1992, US, directed by Michael Mann
Like so many of Michael Mann's films, The Last of the Mohicans depicts men at work, here engaged in the messy business of the the defence of their homes, as well as resistance to outside military rule. Although the film abandons the often claustrophobic confines of Thief and Manhunter for the forests of America in pre-revolutionary times, the locales are similarly fraught with danger; the woods are depicted as a place of sudden and even savage violence that can erupt at any moment to engulf the unwary.
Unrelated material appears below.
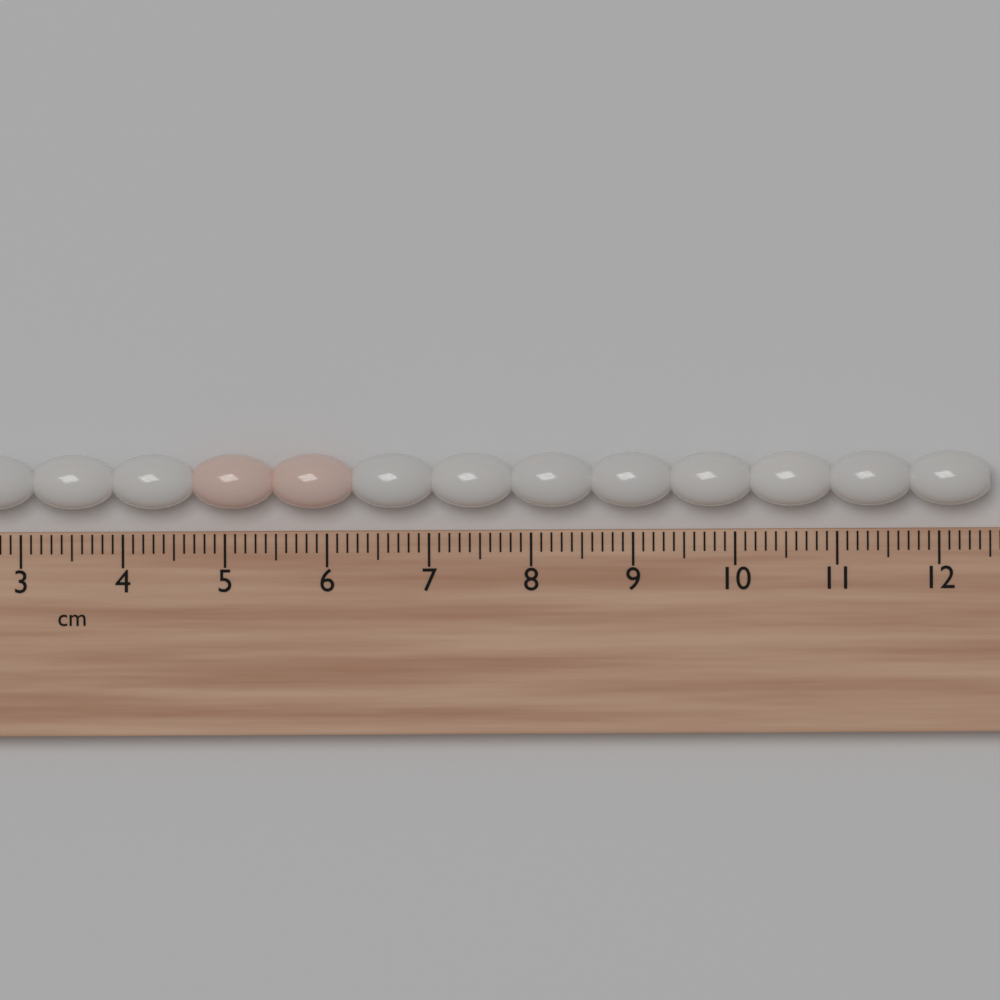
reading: 12.5 cm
From the opening scenes, it is clear that action as much as words will define this story: the film begins with a tremendous race through the forest, as viscerally exciting as any car pursuit, accompanied, as so often in Mann's films, by an intense and memorable score. That sequence and a bloody encounter which follows shortly thereafter deftly sketch in the three primary male characters (played by Daniel Day-Lewis, Russell Means and Eric Schweig). As if to underline the ways in which these men define their skills, one of the trio has an almost wordless part, while all three prefer to remain silent unless there's something of importance to share.
It's hard to avoid the thought that there's a occasionally a certain amount of romanticization at work here, with the depiction of a prelapsarian idyll into which outside forces intrude. However, as the film progresses Mann's depiction becomes more sophisticated, with the Native Americans far from monolithic, and capable, where it suits them, of forming political alliances to play the French and British off each other for their own ends. The film also depicts their exceptional tactical intelligence, in ways which frequently surprise the colonising forces, and strip bare the latter's tactics.
As elsewhere in Mann's work, the film turns most of all on different notions of honour, which overlap and sometimes conflict with one another. The main narrative thread is motivated by one kind of basic honorable action, that of protecting the apparently weak - not to mention extending essential notions of hospitality to strangers - and that simple action draws the central trio into a much more complex web of interlocking loyalties and betrayals, through which they are constantly called on to define their own essential values.